In this context, it's perhaps not surprising that Corbyn didn't make the cut, but even so, it hardly suggests he was setting the membership alight at the time. Benn came in last of the winning group with 354,000 votes; Corbyn managed only 22,000. He was fourteenth overall, but more relevantly, of those considered at the time to be on the left of the party, he came eighth, behind not just Benn, Skinner and Gould, but also Ken Livingstone, Alice Mahon, Diane Abbott and Dawn Primarolo. Those last four, incidentally, all entered Parliament after him.

But that was then and this is now, so why am I bothering to drag this up?

Well, it's just to make again the point that Corbyn didn't enter the current leadership race with any intention - let alone hope - of winning. He knows he was never cut out for leader. So much so that he wasn't even a leader on the left. When Dawn Primarolo, of all people, gets twice as much support from party members, you can hardly take that as a vote of confidence in your ability to inspire the rank and file.

But, with the exception of Abbott (who had her go at the leadership last time), Corbyn's the last one available to stand. The rest are too old, too dead or no longer in Parliament. And so it fell to him. It's not that the Ugly Duckling turned into a swan, more a case of Pass the Parcel.
A month or so back, after the first television hustings, I suggested that Corbyn shouldn't be dismissed as lightly as he was being: 'When he talks of principles of fairness and equality, of community and public services, he resonates in a way that Ed Miliband never achieved.'

I think that's become very clear in recent weeks. But he's still not a leader.

When you think of the major left figures since the war - Nye Bevan, Tony Crosland, Michael Foot, Tony Benn, Ken Livingstone - some of them were great thinkers, some orators, some had presence. All were able to deploy humour, which goes a long way when trying to persuade the British voter of the virtues of left thinking. Corbyn lacks all of these gifts.

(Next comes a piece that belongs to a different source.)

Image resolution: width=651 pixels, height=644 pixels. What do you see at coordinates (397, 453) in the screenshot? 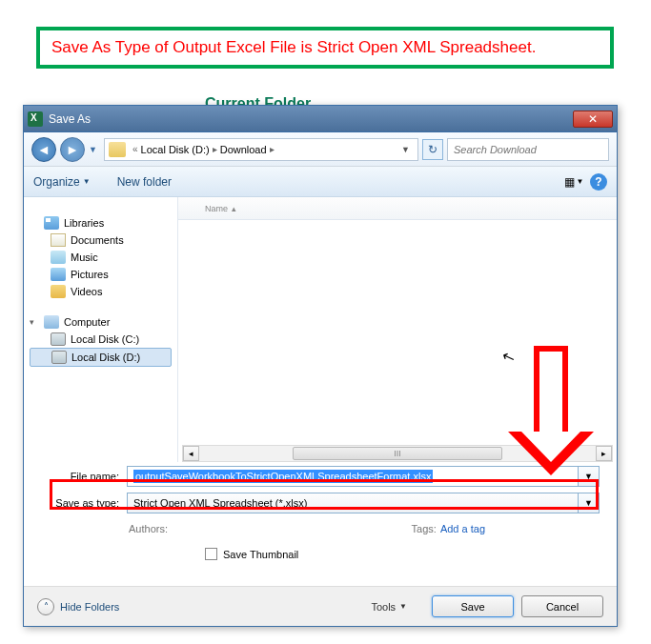
I see `horizontal-scrollbar: ◂ III ▸` at bounding box center [397, 453].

In the last election, Ed Miliband didn't lose because he was too left-wing. He lost because he was Ed Miliband. The same problem - mutatis mutandis - would be even more manifest with Jeremy Corbyn. Which is why he's not going to be elected leader.

Wednesday, 22 July 2015

Like any other man

Jeremy Corbyn has been attracting a lot of press coverage in the last few days. Which is somewhat new territory for him. He's been in politics for nearly four decades, but he's never been much of a media favourite, not even on television and radio, where the lack of humour makes him a somewhat unengaging character.

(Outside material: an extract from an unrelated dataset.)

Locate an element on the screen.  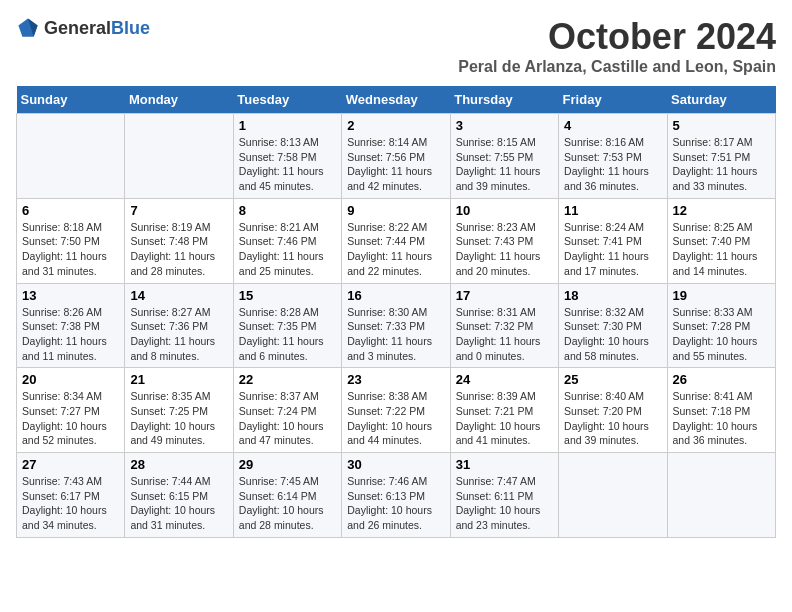
calendar-week-row: 6Sunrise: 8:18 AMSunset: 7:50 PMDaylight… is located at coordinates (396, 240).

When he did attract press attention, it tended to be hostile - as indeed it is this week as well - and sometimes very hostile indeed. This, to take just one example, is a Daily Mirror editorial in 1984 describing him as:
a stupendous mind-bending idiot. A man so insensitive to the decent feelings of others as to be completely numb. He wouldn't understand why voters have drifted in their millions from supporting his party. He wouldn't know how difficult he and his kind make it for their leader to win those votes back.
Well, it's a point of view. It may or may not be worth noting that, six months before this was published, the Daily Mirror had been bought by Robert Maxwell.